For decades, civil rights activists fought against employment
discrimination and for a greater role for African Americans in
municipal decision-making. As their influence in city halls across
the country increased, activists took advantage of the Great
Society—and the government jobs it created on the local level—to
advance their goals.
A New Working
Class traces efforts by Black public-sector workers and their
unions to fight for racial and economic justice in Baltimore. The
public sector became a critical job niche for Black workers,
especially women, a largely unheralded achievement of the civil
rights movement. A vocal contingent of Black public-sector workers
pursued the activists' goals from their government posts and sought
to increase and improve public services. They also fought for their
rights as workers and won union representation. During an era often
associated with deindustrialization and union decline, Black
government workers and their unions were just getting started.
During the 1970s and
1980s, presidents from both political parties pursued policies that
imperiled these gains. Fighting funding reductions, public-sector
workers and their unions defended the principle that the government
has a responsibility to provide for the well-being of its residents.

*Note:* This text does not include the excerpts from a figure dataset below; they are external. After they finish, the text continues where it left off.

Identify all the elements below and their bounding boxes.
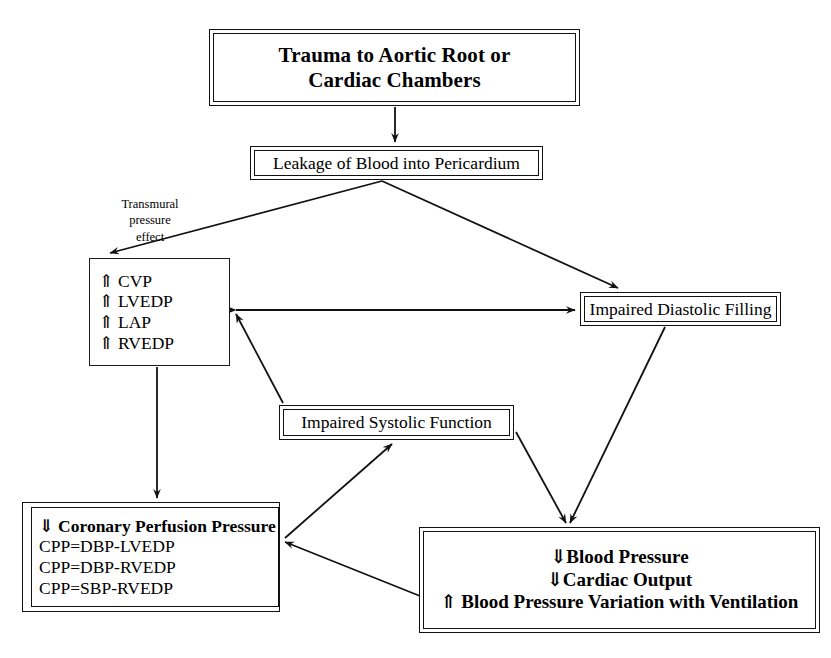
node-leakage-of-blood: Leakage of Blood into Pericardium: [250, 146, 543, 180]
edge-systolic-to-outcome: [516, 432, 566, 523]
node-impaired-systolic-function: Impaired Systolic Function: [279, 405, 514, 440]
node-cpp-line-3: CPP=DBP-RVEDP: [39, 557, 278, 578]
node-diastolic-line-1: Impaired Diastolic Filling: [585, 299, 776, 320]
label-transmural-line-1: Transmural: [94, 196, 206, 212]
node-pressures-line-3: ⇑ LAP: [99, 312, 229, 333]
node-trauma-to-aortic-root: Trauma to Aortic Root or Cardiac Chamber…: [209, 29, 580, 106]
node-pressures-line-2: ⇑ LVEDP: [99, 291, 229, 312]
node-systolic-line-1: Impaired Systolic Function: [284, 412, 509, 433]
node-outcome-line-3: ⇑ Blood Pressure Variation with Ventilat…: [424, 591, 815, 613]
flowchart-canvas: Trauma to Aortic Root or Cardiac Chamber…: [0, 0, 831, 658]
node-coronary-perfusion-pressure: ⇓ Coronary Perfusion Pressure CPP=DBP-LV…: [22, 502, 280, 612]
edge-outcome-to-cpp: [285, 542, 420, 596]
edge-systolic-to-pressures: [236, 314, 283, 403]
node-hemodynamic-outcome: ⇓Blood Pressure ⇓Cardiac Output ⇑ Blood …: [419, 527, 820, 633]
node-cpp-line-1: ⇓ Coronary Perfusion Pressure: [39, 516, 278, 537]
node-pressures-line-4: ⇑ RVEDP: [99, 333, 229, 354]
label-transmural-line-2: pressure: [94, 212, 206, 228]
label-transmural-line-3: effect: [94, 229, 206, 245]
node-leakage-line-1: Leakage of Blood into Pericardium: [255, 153, 538, 174]
node-trauma-line-1: Trauma to Aortic Root or: [214, 43, 575, 68]
edge-diastolic-to-outcome: [570, 327, 665, 523]
node-cpp-line-2: CPP=DBP-LVEDP: [39, 536, 278, 557]
node-trauma-line-2: Cardiac Chambers: [214, 68, 575, 93]
node-outcome-line-2: ⇓Cardiac Output: [424, 569, 815, 591]
edge-cpp-to-systolic: [285, 444, 392, 538]
node-pressures-line-1: ⇑ CVP: [99, 271, 229, 292]
node-cpp-line-4: CPP=SBP-RVEDP: [39, 578, 278, 599]
edge-leakage-to-diastolic: [382, 181, 618, 288]
node-outcome-line-1: ⇓Blood Pressure: [424, 546, 815, 568]
node-elevated-pressures: ⇑ CVP ⇑ LVEDP ⇑ LAP ⇑ RVEDP: [89, 258, 230, 366]
node-impaired-diastolic-filling: Impaired Diastolic Filling: [580, 292, 781, 326]
label-transmural-pressure-effect: Transmural pressure effect: [94, 196, 206, 245]
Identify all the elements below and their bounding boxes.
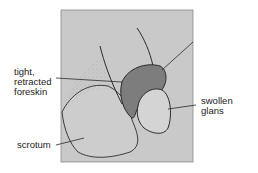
label-scrotum: scrotum — [17, 140, 51, 150]
label-glans-line2: glans — [201, 106, 233, 116]
label-foreskin-line3: foreskin — [14, 87, 52, 97]
label-foreskin: tight, retracted foreskin — [14, 67, 52, 97]
glans-shape — [137, 89, 170, 133]
label-glans: swollen glans — [201, 96, 233, 116]
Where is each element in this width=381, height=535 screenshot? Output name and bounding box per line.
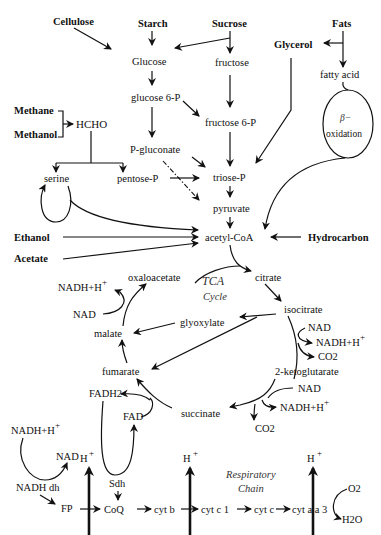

Federal officials justified their austerity policies, the weakening
of the welfare state and strengthening of the carceral state, by
criminalizing Black urban residents—including government workers
and their unions. Meanwhile, workers and their unions also faced off
against predominately white local officials, who responded to
austerity pressures by cutting government jobs and services while
simultaneously offering tax incentives to businesses and investing in
low-wage, service-sector jobs. The combination of federal and local
policies increased insecurity in hyper-segregated and increasingly
over-policed low-income Black neighborhoods, leaving residents,
particularly women, to provide themselves or do without services that
public-sector workers had fought to provide.